Since returning from the disabled list on June 29th, Roy Halladay's won a single game. Why? No, certainly not because of the trade rumours. That's ridiculous. Doc's an incredibly well-paid athlete; that shit comes with the territory. Harry Leroy can't get into the victory column because the Kevin Millar batting cleanup led Toronto Blue Jays can't be bothered to give him any God damn run support.
June 29th vs. Tampa Bay: zero runs. Doc departed after six innings; the Jays struck for their only run of the game in the 8th inning.
July 4th at New York: five runs. Clearly, that's about as good as it gets for Halladay.
July 9th at Tampa Bay: two runs.
July 19th vs. Boston: three runs. A masterful Halladay performance in a 3-1 win.
July 24th vs. Tampa Bay: two runs. Garzafied.
July 29th at Seattle: two runs. Toronto was two-hit over seven by Ryan fucking Rowland-Smith.
Yesterday, August 4th, vs. New York: three runs. The Jays left eight runners on base last night. Individually, 16. While Doc threw another complete game. For shame.
That's seven games, and 17 runs; an average of 2.43 runs when Doc's been on the mound. In other words: absolutely pathetic. What breaks my heart: six of those seven starts have come against Tampa Bay, New York, and Boston. Halladay deserves more. Halladay deserves better.
It's during moments of weakness such as this one that I begin to wonder about 2010. Sure, Toronto can boast a rotation of Halladay, Ricky Romero, Shaun Marcum, and any combination of Brett Cecil, Scott Richmond, Mark Rzepczynski, and Jesse Litsch. Who knows, maybe even Dustin McGowan. But no rotation will make up for the fact that this team just can't get it done offensively in the AL East. I'm looking right at you, Vernon Wells. And, please, J.P. Ricciardi, get Millar the fuck off my favourite team.
The Best in the Business
If you had to ask me to choose between The Globe and Mail's Jeff Blair and SI's Tom Verducci, I couldn't do it. Both of them know their baseball. And both of them just "get it."
"So what did people expect? That the Blue Jays should lower their asking price on the best pitcher in baseball when they didn't have to move him in the first place? Would compromising when they didn't have to do so put them in the 'winners' category? Ownership really didn't want to dump such a popular franchise player, anyway."
There's more. Please use it freely as ammunition against the Ricciardi bashers (especially:
Joanna):
"Toronto is not Cleveland, with its budget problems, Pittsburgh, with an organizational model that has been a complete failure, Kansas City, which is awful but still wastes money on second-tier journeymen who don't know how to win, or San Diego, which will check out of the contending business for the next couple of years until its farm system improves. Toronto's problem is that it is a good team in the wrong division. 'Good isn't enough,' Ricciardi said. 'You have to be great.' The Blue Jays have won between 83 and 88 games seven times in the previous 11 years, have a winning record in that span with more wins than the Cubs, Diamondbacks and a dozen other teams -- and still didn't sniff the postseason. Eight National League teams made the playoffs in that time with 88 or fewer wins."
Nope, playing in the AL East has nothing - nothing at all - to do with the fact the Jays haven't played October baseball since 1993. And keep calling it an "excuse." It's not. It can't be. It's reality.
"Call up Travis Snider. Ship out Kevin Millar. Do something. Never mind cowboy up. I’d rather see cowboy out. I mean, manager Cito Gaston announced an open audition for the cleanup spot before Tuesday night’s game, and it’s not even mid-August. How does that happen in the American League East, anyhow?"
Cito. He's a stubborn, stupid, silly man.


» TRY IT: Below are records; extract exactly the lines from the one containing "Describe the element at coordinates (378, 458)" through the last, both included, and keep the pictures out.

Top of SUPPLIED MATERIAL

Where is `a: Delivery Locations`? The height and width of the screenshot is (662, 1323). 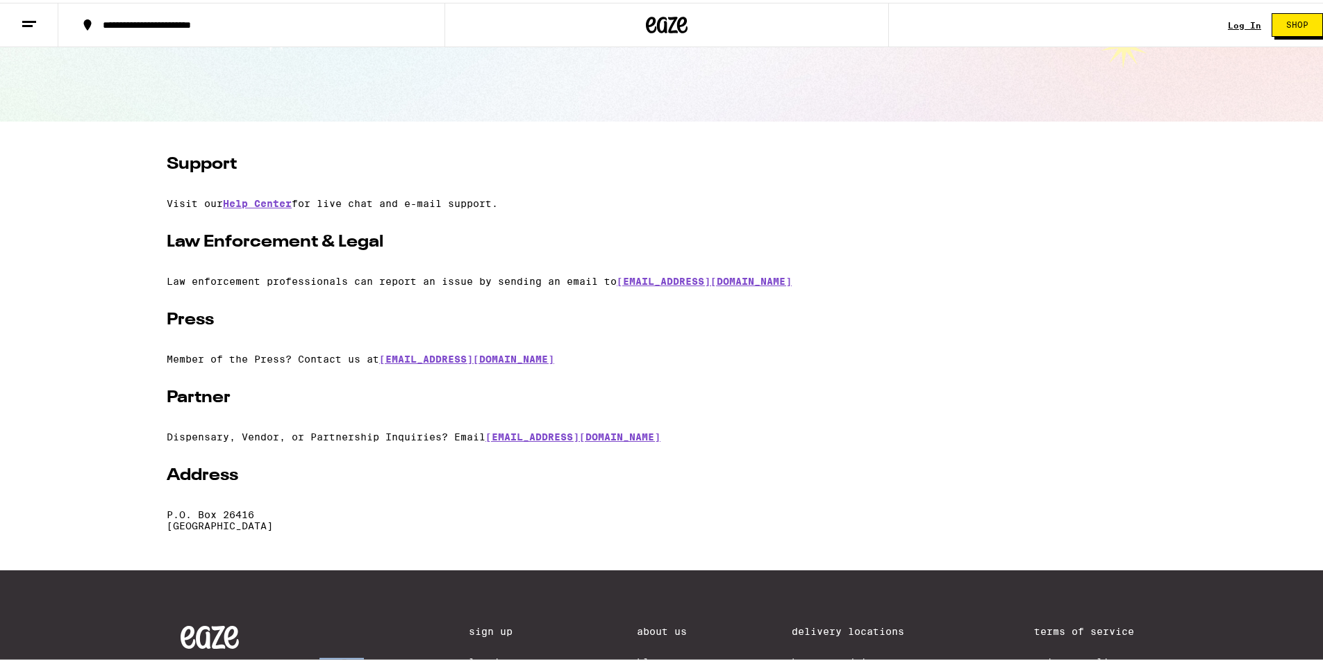 a: Delivery Locations is located at coordinates (860, 628).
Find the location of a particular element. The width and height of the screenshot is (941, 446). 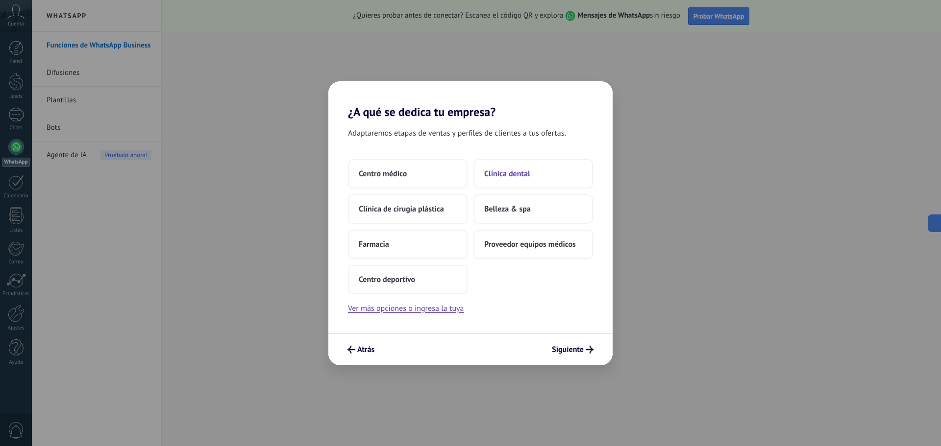

button: Clínica dental is located at coordinates (533, 174).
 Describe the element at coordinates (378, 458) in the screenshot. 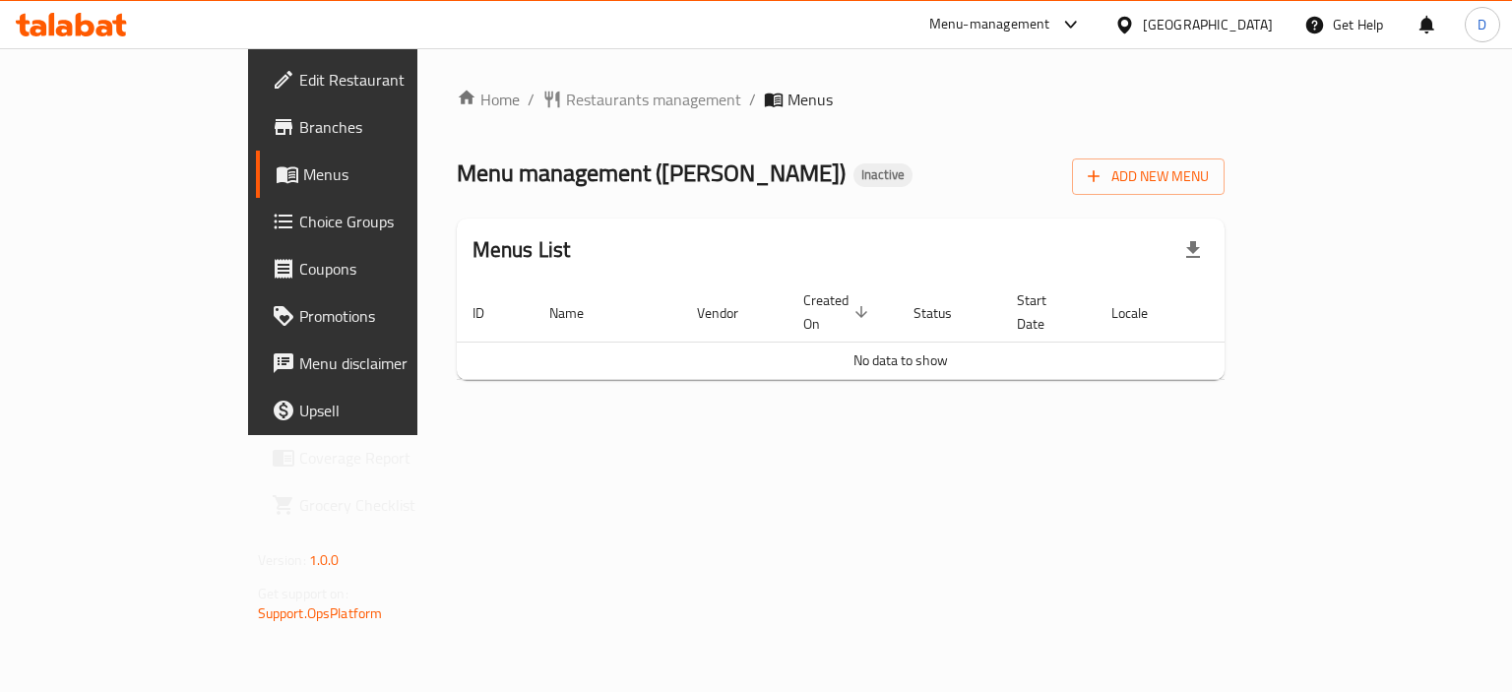

I see `a: Coverage Report` at that location.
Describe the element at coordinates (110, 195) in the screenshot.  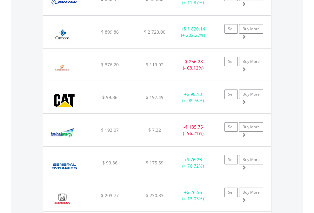
I see `span: $ 203.77` at that location.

Bottom of SUPPLIED MATERIAL

» RESULT FOR THIS TASK:
 Describe the element at coordinates (378, 458) in the screenshot. 

I see `a: Coverage Report` at that location.
Describe the element at coordinates (110, 195) in the screenshot.  
I see `span: $ 203.77` at that location.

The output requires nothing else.